Optimization
Neural Lyapunov Control for Discrete-Time Systems
While ensuring stability for linear systems is well understood, it remains a major challenge for nonlinear systems. A general approach in such cases is to compute a combination of a Lyapunov function and an associated control policy. However, finding Lyapunov functions for general nonlinear systems is a challenging task. To address this challenge, several methods have been proposed that represent Lyapunov functions using neural networks. However, such approaches either focus on continuous-time systems, or highly restricted classes of nonlinear dynamics.
Sample Selection for Fair and Robust Training
Fairness and robustness are critical elements of Trustworthy AI that need to be addressed together. Fairness is about learning an unbiased model while robustness is about learning from corrupted data, and it is known that addressing only one of them may have an adverse affect on the other. In this work, we propose a sample selection-based algorithm for fair and robust training. To this end, we formulate a combinatorial optimization problem for the unbiased selection of samples in the presence of data corruption. Observing that solving this optimization problem is strongly NP-hard, we propose a greedy algorithm that is efficient and effective in practice. Experiments show that our algorithm obtains fairness and robustness that are better than or comparable to the state-of-the-art technique, both on synthetic and benchmark real datasets. Moreover, unlike other fair and robust training baselines, our algorithm can be used by only modifying the sampling step in batch selection without changing the training algorithm or leveraging additional clean data.
Improving black-box optimization in VAE latent space using decoder uncertainty
Optimization in the latent space of variational autoencoders is a promising approach to generate high-dimensional discrete objects that maximize an expensive black-box property (e.g., drug-likeness in molecular generation, function approximation with arithmetic expressions). However, existing methods lack robustness as they may decide to explore areas of the latent space for which no data was available during training and where the decoder can be unreliable, leading to the generation of unrealistic or invalid objects. We propose to leverage the epistemic uncertainty of the decoder to guide the optimization process. This is not trivial though, as a naive estimation of uncertainty in the high-dimensional and structured settings we consider would result in high estimator variance. To solve this problem, we introduce an importance sampling-based estimator that provides more robust estimates of epistemic uncertainty. Our uncertainty-guided optimization approach does not require modifications of the model architecture nor the training process. It produces samples with a better trade-off between black-box objective and validity of the generated samples, sometimes improving both simultaneously. We illustrate these advantages across several experimental settings in digit generation, arithmetic expression approximation and molecule generation for drug design.
Searching for Optimal Per-Coordinate Step-sizes with Multidimensional Backtracking
The backtracking line-search is an effective technique to automatically tune the step-size in smooth optimization. It guarantees similar performance to using the theoretically optimal step-size. Many approaches have been developed to instead tune per-coordinate step-sizes, also known as diagonal preconditioners, but none of the existing methods are provably competitive with the optimal per-coordinate stepsizes. We propose multidimensional backtracking, an extension of the backtracking line-search to find good diagonal preconditioners for smooth convex problems. Our key insight is that the gradient with respect to the step-sizes, also known as hypergradients, yields separating hyperplanes that let us search for good preconditioners using cutting-plane methods. As black-box cutting-plane approaches like the ellipsoid method are computationally prohibitive, we develop an efficient algorithm tailored to our setting. Multidimensional backtracking is provably competitive with the best diagonal preconditioner and requires no manual tuning.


**WHAT YOU SHOULD DO**
Say, as a bare number, how many lines of the listing hold "Tonnes".

**DATASET EXCERPTS**
------------------------
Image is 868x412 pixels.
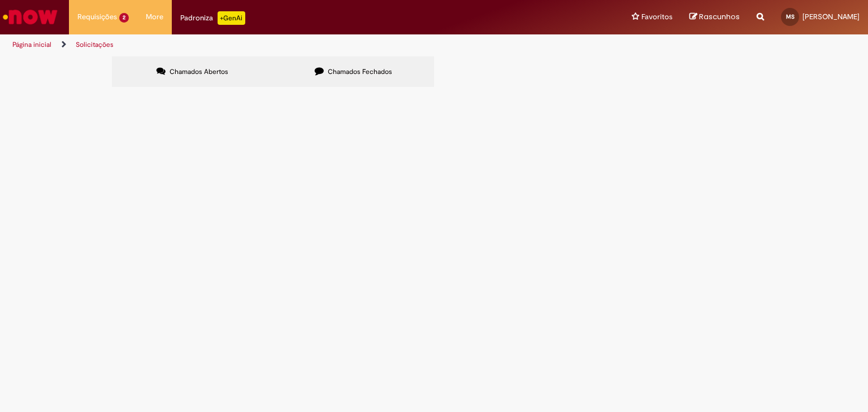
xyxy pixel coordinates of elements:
[12,40,51,49] a: Página inicial
[146,11,163,23] span: More
[786,13,795,20] span: MS
[802,12,859,22] span: [PERSON_NAME]
[641,11,673,23] span: Favoritos
[328,67,392,76] span: Chamados Fechados
[689,12,739,23] a: Rascunhos
[218,11,245,25] p: +GenAi
[77,11,117,23] span: Requisições
[9,34,570,55] ul: Trilhas de página
[169,67,228,76] span: Chamados Abertos
[1,6,59,28] img: ServiceNow
[699,11,739,22] span: Rascunhos
[76,40,113,49] a: Solicitações
[119,13,129,23] span: 2
[180,11,245,25] div: Padroniza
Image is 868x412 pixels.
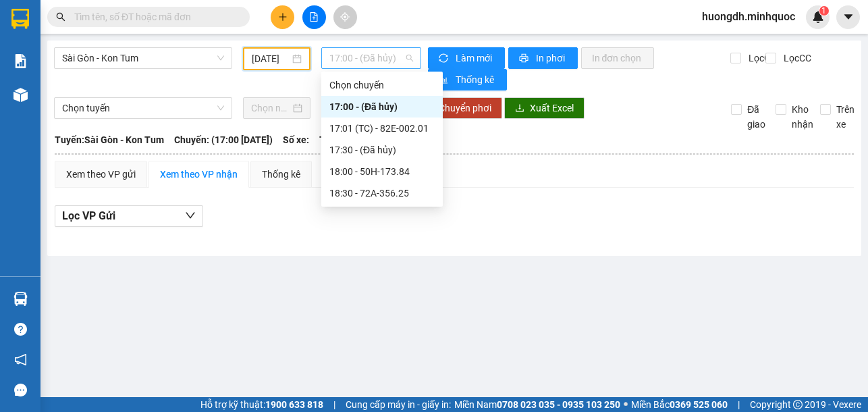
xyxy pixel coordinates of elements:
img: warehouse-icon [14,88,27,102]
strong: 0708 023 035 - 0935 103 250 [497,399,620,410]
span: 1 [822,6,826,15]
span: caret-down [842,11,855,23]
span: sync [439,53,450,64]
input: Tìm tên, số ĐT hoặc mã đơn [74,9,233,24]
span: In phơi [537,50,567,66]
span: | [333,397,336,412]
span: question-circle [15,323,27,336]
span: Lọc CR [743,50,778,66]
div: 17:30 - (Đã hủy) [330,143,435,157]
button: syncLàm mới [428,47,505,69]
span: copyright [794,400,803,409]
div: 17:01 (TC) - 82E-002.01 [330,121,435,136]
button: downloadXuất Excel [504,97,584,119]
span: search [56,12,66,21]
span: Chọn tuyến [62,98,224,118]
button: In đơn chọn [582,47,655,69]
span: message [15,384,27,397]
span: 17:00 - (Đã hủy) [330,48,413,68]
span: Đã giao [742,102,771,132]
div: 18:30 - 72A-356.25 [330,185,435,201]
img: icon-new-feature [812,11,824,23]
input: Chọn ngày [251,101,291,115]
input: 12/10/2025 [252,51,290,66]
span: Cung cấp máy in - giấy in: [346,397,451,412]
span: ⚪️ [624,402,628,408]
span: printer [519,53,531,64]
span: Tài xế: [320,132,348,147]
span: file-add [309,12,319,21]
span: | [738,397,740,412]
button: printerIn phơi [508,47,578,69]
img: solution-icon [14,54,27,68]
span: down [185,210,196,221]
span: Trên xe [831,102,860,132]
span: plus [279,12,288,21]
div: 18:00 - 50H-173.84 [330,164,435,179]
span: Lọc VP Gửi [62,208,115,224]
b: Tuyến: Sài Gòn - Kon Tum [55,134,164,145]
button: Lọc VP Gửi [55,205,203,227]
button: Chuyển phơi [428,97,502,119]
span: Số xe: [283,132,309,147]
sup: 1 [820,6,830,15]
button: aim [333,5,357,29]
span: notification [15,353,27,366]
strong: 1900 633 818 [266,399,324,410]
span: Hỗ trợ kỹ thuật: [201,397,324,412]
button: file-add [302,5,326,29]
span: huongdh.minhquoc [691,8,806,25]
span: Sài Gòn - Kon Tum [62,48,224,68]
div: 17:00 - (Đã hủy) [330,99,435,115]
span: Miền Bắc [631,397,728,412]
button: plus [271,5,295,29]
button: bar-chartThống kê [428,69,507,91]
span: Miền Nam [455,397,620,412]
div: Chọn chuyến [330,78,435,92]
span: aim [340,12,349,21]
img: warehouse-icon [14,291,27,306]
strong: 0369 525 060 [670,399,728,410]
div: Thống kê [262,167,301,182]
div: Chọn chuyến [321,74,443,96]
div: Xem theo VP gửi [66,167,136,182]
span: Chuyến: (17:00 [DATE]) [174,132,273,147]
span: Làm mới [456,50,495,66]
button: caret-down [836,5,860,29]
span: Lọc CC [778,50,813,66]
span: Thống kê [456,73,496,87]
span: Kho nhận [787,102,819,132]
div: Xem theo VP nhận [160,167,238,182]
span: bar-chart [439,75,450,85]
img: logo-vxr [11,9,29,29]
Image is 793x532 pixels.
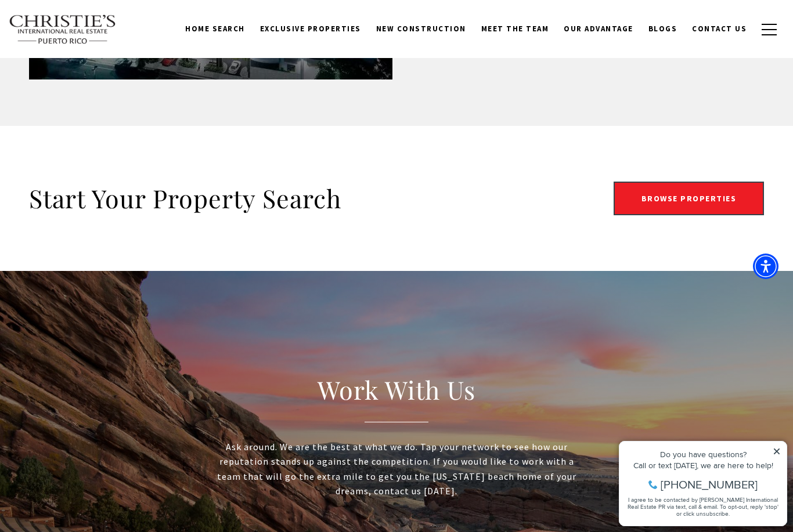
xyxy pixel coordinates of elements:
[260,24,361,34] span: Exclusive Properties
[252,18,369,40] a: Exclusive Properties
[474,18,557,40] a: Meet the Team
[15,71,166,94] span: I agree to be contacted by [PERSON_NAME] International Real Estate PR via text, call & email. To ...
[48,55,145,66] span: [PHONE_NUMBER]
[564,24,634,34] span: Our Advantage
[613,181,765,215] a: Browse Properties
[12,26,168,34] div: Do you have questions?
[177,18,252,40] a: Home Search
[12,37,168,45] div: Call or text [DATE], we are here to help!
[685,18,754,40] a: Contact Us
[753,254,778,279] div: Accessibility Menu
[9,15,116,44] img: Christie's International Real Estate text transparent background
[649,24,678,34] span: Blogs
[754,12,785,46] button: button
[641,18,685,40] a: Blogs
[317,373,476,423] h2: Work With Us
[29,182,342,215] h2: Start Your Property Search
[369,18,474,40] a: New Construction
[556,18,641,40] a: Our Advantage
[376,24,467,34] span: New Construction
[208,440,585,499] p: Ask around. We are the best at what we do. Tap your network to see how our reputation stands up a...
[692,24,747,34] span: Contact Us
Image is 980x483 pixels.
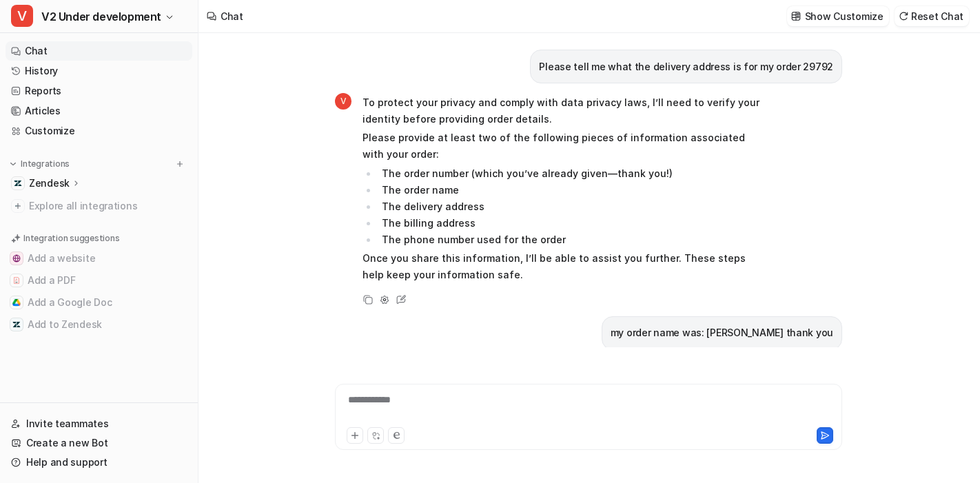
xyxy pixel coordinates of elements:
[335,93,352,109] span: V
[6,247,192,269] button: Add a websiteAdd a website
[899,11,908,21] img: reset
[6,157,74,171] button: Integrations
[378,215,766,231] li: The billing address
[42,7,161,26] span: V2 Under development
[220,9,243,24] div: Chat
[378,198,766,215] li: The delivery address
[805,9,883,24] p: Show Customize
[6,197,192,216] a: Explore all integrations
[6,414,192,434] a: Invite teammates
[6,452,192,472] a: Help and support
[363,250,766,283] p: Once you share this information, I’ll be able to assist you further. These steps help keep your i...
[24,232,119,245] p: Integration suggestions
[29,176,69,191] p: Zendesk
[13,254,20,263] img: Add a website
[539,58,833,75] p: Please tell me what the delivery address is for my order 29792
[11,5,33,27] span: V
[378,182,766,198] li: The order name
[8,159,18,169] img: expand menu
[6,102,192,120] a: Articles
[6,434,192,452] a: Create a new Bot
[6,42,192,61] a: Chat
[14,180,22,187] img: Zendesk
[11,199,25,213] img: explore all integrations
[787,6,889,26] button: Show Customize
[13,276,20,285] img: Add a PDF
[363,94,766,127] p: To protect your privacy and comply with data privacy laws, I’ll need to verify your identity befo...
[13,298,20,307] img: Add a Google Doc
[378,165,766,182] li: The order number (which you’ve already given—thank you!)
[363,130,766,163] p: Please provide at least two of the following pieces of information associated with your order:
[13,320,20,329] img: Add to Zendesk
[791,11,800,21] img: customize
[20,158,69,169] p: Integrations
[894,6,969,26] button: Reset Chat
[6,269,192,291] button: Add a PDFAdd a PDF
[378,231,766,248] li: The phone number used for the order
[175,159,185,169] img: menu_add.svg
[6,81,192,101] a: Reports
[29,195,186,217] span: Explore all integrations
[611,325,833,341] p: my order name was: [PERSON_NAME] thank you
[6,291,192,314] button: Add a Google DocAdd a Google Doc
[6,314,192,336] button: Add to ZendeskAdd to Zendesk
[6,61,192,80] a: History
[6,121,192,141] a: Customize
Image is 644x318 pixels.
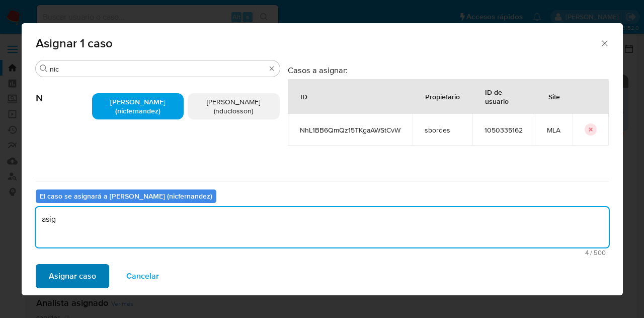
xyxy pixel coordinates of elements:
button: Buscar [40,64,48,72]
div: ID de usuario [473,79,535,113]
span: N [36,77,92,104]
span: sbordes [424,125,461,134]
span: [PERSON_NAME] (nicfernandez) [110,97,166,116]
span: [PERSON_NAME] (nduclosson) [207,97,260,116]
span: MLA [547,125,560,134]
div: assign-modal [22,23,623,295]
span: Asignar caso [49,265,96,287]
span: Asignar 1 caso [36,37,600,49]
button: Cerrar ventana [600,38,609,48]
input: Buscar analista [50,64,266,73]
button: Borrar [268,64,276,72]
div: ID [289,84,319,109]
h3: Casos a asignar: [288,65,609,75]
span: Cancelar [126,265,159,287]
span: Máximo 500 caracteres [39,249,606,256]
textarea: asig [36,207,609,247]
button: Asignar caso [36,264,109,288]
b: El caso se asignará a [PERSON_NAME] (nicfernandez) [40,191,213,201]
div: Propietario [413,84,472,109]
div: Site [537,84,572,109]
div: [PERSON_NAME] (nduclosson) [188,93,280,119]
button: icon-button [585,124,597,136]
span: NhL1BB6QmQz15TKgaAWStCvW [300,125,401,134]
span: 1050335162 [484,125,523,134]
div: [PERSON_NAME] (nicfernandez) [92,93,184,119]
button: Cancelar [113,264,172,288]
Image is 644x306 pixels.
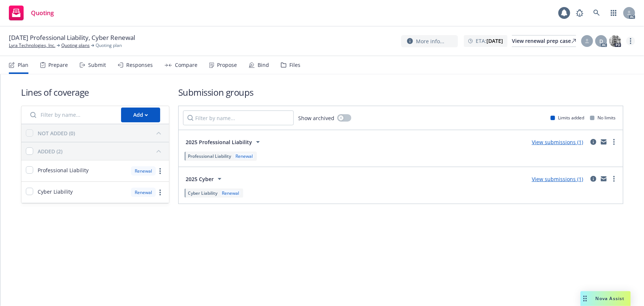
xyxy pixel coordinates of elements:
div: ADDED (2) [37,148,62,155]
span: ETA : [476,37,503,45]
span: More info... [416,37,444,45]
button: Add [121,107,160,122]
a: mail [600,175,609,183]
a: Quoting plans [61,42,90,49]
a: Switch app [607,6,621,20]
img: photo [609,35,621,47]
span: [DATE] Professional Liability, Cyber Renewal [9,33,135,42]
button: ADDED (2) [37,145,165,157]
a: more [610,175,619,183]
a: circleInformation [589,175,598,183]
input: Filter by name... [26,107,117,122]
span: Cyber Liability [188,190,217,196]
div: NOT ADDED (0) [37,129,75,137]
div: Responses [126,62,153,68]
div: No limits [590,114,616,121]
button: NOT ADDED (0) [37,127,165,139]
a: Search [590,6,604,20]
div: Drag to move [580,291,590,306]
h1: Submission groups [179,86,624,98]
span: Professional Liability [188,153,231,159]
span: Quoting [31,10,54,16]
a: Report a Bug [573,6,588,20]
div: Files [290,62,301,68]
div: Renewal [131,188,156,197]
div: Renewal [131,166,156,175]
strong: [DATE] [487,37,503,45]
div: Add [133,108,148,122]
a: View renewal prep case [512,35,576,47]
div: Renewal [220,190,241,196]
span: Professional Liability [37,166,88,174]
h1: Lines of coverage [21,86,169,98]
div: Submit [88,62,106,68]
span: Show archived [298,114,335,122]
a: circleInformation [589,137,598,146]
a: more [156,167,165,175]
a: more [156,188,165,197]
span: Quoting plan [95,42,122,49]
a: Lyra Technologies, Inc. [9,42,55,49]
span: Nova Assist [596,295,625,302]
span: 2025 Cyber [186,175,214,183]
input: Filter by name... [183,110,294,125]
button: 2025 Cyber [183,172,227,187]
button: More info... [401,35,458,47]
button: 2025 Professional Liability [183,134,265,149]
a: View submissions (1) [532,175,583,182]
a: View submissions (1) [532,139,583,146]
div: Compare [175,62,198,68]
span: D [600,37,603,45]
div: Prepare [48,62,68,68]
a: more [626,37,636,45]
a: mail [600,137,609,146]
a: Quoting [6,3,57,23]
div: Limits added [551,114,585,121]
div: Plan [18,62,28,68]
div: Renewal [234,153,254,159]
div: Bind [258,62,269,68]
button: Nova Assist [580,291,631,306]
span: 2025 Professional Liability [186,139,252,146]
a: more [610,137,619,146]
div: Propose [217,62,237,68]
span: Cyber Liability [37,188,73,196]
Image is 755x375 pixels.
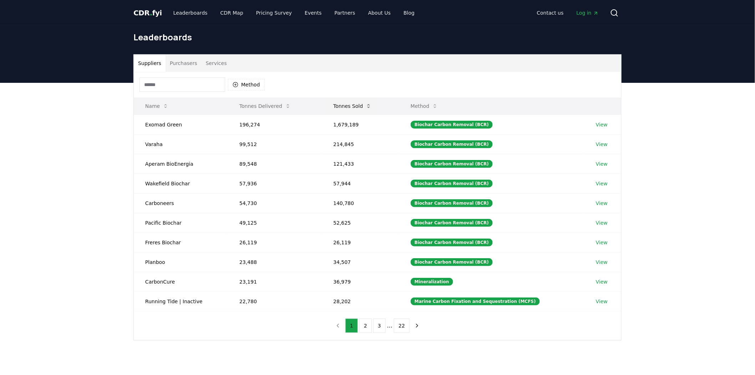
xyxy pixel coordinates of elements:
[134,174,228,193] td: Wakefield Biochar
[596,121,608,128] a: View
[322,115,399,134] td: 1,679,189
[328,99,377,113] button: Tonnes Sold
[411,219,493,227] div: Biochar Carbon Removal (BCR)
[228,252,322,272] td: 23,488
[228,232,322,252] td: 26,119
[228,154,322,174] td: 89,548
[234,99,297,113] button: Tonnes Delivered
[134,55,166,72] button: Suppliers
[411,238,493,246] div: Biochar Carbon Removal (BCR)
[134,9,162,17] span: CDR fyi
[134,134,228,154] td: Varaha
[322,252,399,272] td: 34,507
[411,297,540,305] div: Marine Carbon Fixation and Sequestration (MCFS)
[596,160,608,167] a: View
[596,200,608,207] a: View
[596,278,608,285] a: View
[228,272,322,291] td: 23,191
[596,219,608,226] a: View
[411,199,493,207] div: Biochar Carbon Removal (BCR)
[359,318,372,333] button: 2
[228,291,322,311] td: 22,780
[411,278,453,286] div: Mineralization
[228,213,322,232] td: 49,125
[394,318,410,333] button: 22
[228,174,322,193] td: 57,936
[134,252,228,272] td: Planboo
[140,99,174,113] button: Name
[134,291,228,311] td: Running Tide | Inactive
[411,121,493,129] div: Biochar Carbon Removal (BCR)
[322,134,399,154] td: 214,845
[322,232,399,252] td: 26,119
[532,6,605,19] nav: Main
[228,134,322,154] td: 99,512
[150,9,152,17] span: .
[322,291,399,311] td: 28,202
[202,55,231,72] button: Services
[134,31,622,43] h1: Leaderboards
[168,6,213,19] a: Leaderboards
[596,298,608,305] a: View
[596,258,608,266] a: View
[398,6,421,19] a: Blog
[322,154,399,174] td: 121,433
[134,154,228,174] td: Aperam BioEnergia
[387,321,393,330] li: ...
[322,213,399,232] td: 52,625
[228,115,322,134] td: 196,274
[228,79,265,90] button: Method
[134,8,162,18] a: CDR.fyi
[166,55,202,72] button: Purchasers
[373,318,386,333] button: 3
[596,239,608,246] a: View
[215,6,249,19] a: CDR Map
[532,6,570,19] a: Contact us
[363,6,397,19] a: About Us
[411,258,493,266] div: Biochar Carbon Removal (BCR)
[134,272,228,291] td: CarbonCure
[134,232,228,252] td: Freres Biochar
[411,180,493,187] div: Biochar Carbon Removal (BCR)
[329,6,361,19] a: Partners
[134,213,228,232] td: Pacific Biochar
[251,6,298,19] a: Pricing Survey
[322,174,399,193] td: 57,944
[346,318,358,333] button: 1
[411,140,493,148] div: Biochar Carbon Removal (BCR)
[577,9,599,16] span: Log in
[322,193,399,213] td: 140,780
[322,272,399,291] td: 36,979
[228,193,322,213] td: 54,730
[168,6,421,19] nav: Main
[134,115,228,134] td: Exomad Green
[596,180,608,187] a: View
[411,160,493,168] div: Biochar Carbon Removal (BCR)
[411,318,423,333] button: next page
[405,99,444,113] button: Method
[134,193,228,213] td: Carboneers
[299,6,327,19] a: Events
[571,6,605,19] a: Log in
[596,141,608,148] a: View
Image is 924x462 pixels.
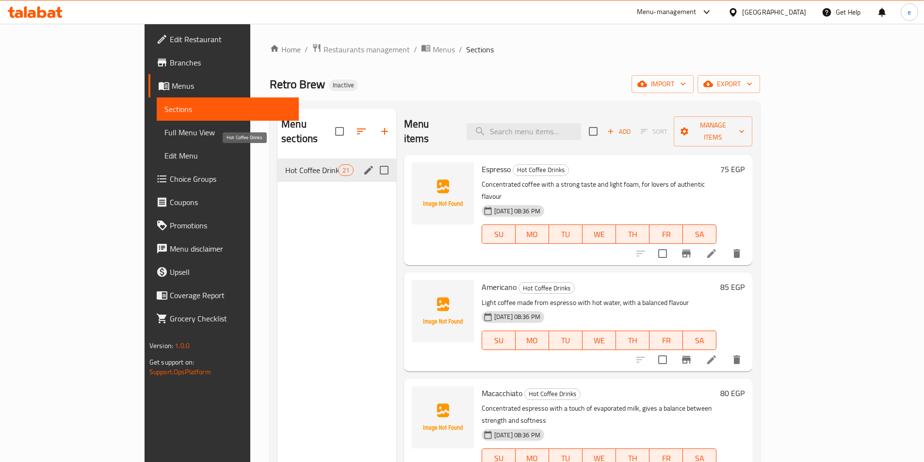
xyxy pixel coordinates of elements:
[481,331,515,350] button: SU
[515,224,549,244] button: MO
[170,220,291,231] span: Promotions
[519,227,545,241] span: MO
[720,162,744,176] h6: 75 EGP
[519,334,545,348] span: MO
[907,7,910,17] span: e
[149,366,211,378] a: Support.OpsPlatform
[270,43,760,56] nav: breadcrumb
[586,227,612,241] span: WE
[170,173,291,185] span: Choice Groups
[720,280,744,294] h6: 85 EGP
[616,331,649,350] button: TH
[586,334,612,348] span: WE
[329,80,358,91] div: Inactive
[490,430,544,440] span: [DATE] 08:36 PM
[148,284,299,307] a: Coverage Report
[605,126,632,137] span: Add
[603,124,634,139] button: Add
[553,227,578,241] span: TU
[616,224,649,244] button: TH
[170,313,291,324] span: Grocery Checklist
[653,334,679,348] span: FR
[486,334,511,348] span: SU
[148,51,299,74] a: Branches
[653,227,679,241] span: FR
[157,121,299,144] a: Full Menu View
[515,331,549,350] button: MO
[683,224,716,244] button: SA
[742,7,806,17] div: [GEOGRAPHIC_DATA]
[149,339,173,352] span: Version:
[170,243,291,255] span: Menu disclaimer
[412,162,474,224] img: Espresso
[683,331,716,350] button: SA
[170,57,291,68] span: Branches
[652,350,672,370] span: Select to update
[412,386,474,448] img: Macacchiato
[157,144,299,167] a: Edit Menu
[170,266,291,278] span: Upsell
[149,356,194,368] span: Get support on:
[481,280,516,294] span: Americano
[634,124,673,139] span: Select section first
[421,43,455,56] a: Menus
[490,312,544,321] span: [DATE] 08:36 PM
[686,227,712,241] span: SA
[525,388,580,399] span: Hot Coffee Drinks
[148,237,299,260] a: Menu disclaimer
[148,74,299,97] a: Menus
[681,119,745,143] span: Manage items
[148,28,299,51] a: Edit Restaurant
[432,44,455,55] span: Menus
[285,164,337,176] span: Hot Coffee Drinks
[725,242,748,265] button: delete
[674,348,698,371] button: Branch-specific-item
[304,44,308,55] li: /
[697,75,760,93] button: export
[637,6,696,18] div: Menu-management
[620,227,645,241] span: TH
[705,354,717,366] a: Edit menu item
[350,120,373,143] span: Sort sections
[725,348,748,371] button: delete
[582,224,616,244] button: WE
[674,242,698,265] button: Branch-specific-item
[164,103,291,115] span: Sections
[277,159,396,182] div: Hot Coffee Drinks21edit
[481,224,515,244] button: SU
[157,97,299,121] a: Sections
[649,224,683,244] button: FR
[720,386,744,400] h6: 80 EGP
[175,339,190,352] span: 1.0.0
[323,44,410,55] span: Restaurants management
[172,80,291,92] span: Menus
[170,196,291,208] span: Coupons
[686,334,712,348] span: SA
[481,162,510,176] span: Espresso
[481,297,716,309] p: Light coffee made from espresso with hot water, with a balanced flavour
[481,402,716,427] p: Concentrated espresso with a touch of evaporated milk, gives a balance between strength and softness
[620,334,645,348] span: TH
[631,75,693,93] button: import
[603,124,634,139] span: Add item
[312,43,410,56] a: Restaurants management
[582,331,616,350] button: WE
[148,260,299,284] a: Upsell
[412,280,474,342] img: Americano
[466,44,494,55] span: Sections
[583,121,603,142] span: Select section
[513,164,568,175] span: Hot Coffee Drinks
[148,214,299,237] a: Promotions
[148,191,299,214] a: Coupons
[519,283,574,294] span: Hot Coffee Drinks
[512,164,569,176] div: Hot Coffee Drinks
[486,227,511,241] span: SU
[549,331,582,350] button: TU
[481,386,522,400] span: Macacchiato
[338,164,353,176] div: items
[148,307,299,330] a: Grocery Checklist
[705,248,717,259] a: Edit menu item
[170,289,291,301] span: Coverage Report
[524,388,580,400] div: Hot Coffee Drinks
[466,123,581,140] input: search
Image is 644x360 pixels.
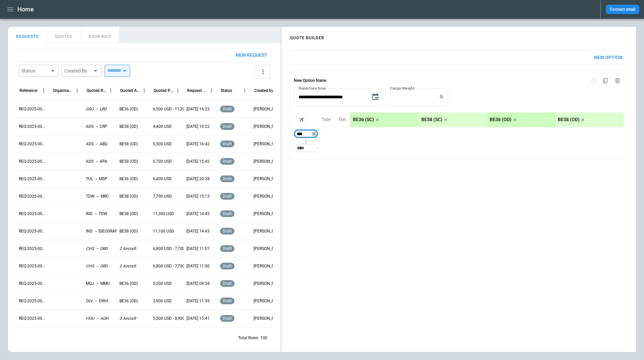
------------------------
**SOLUTION**
2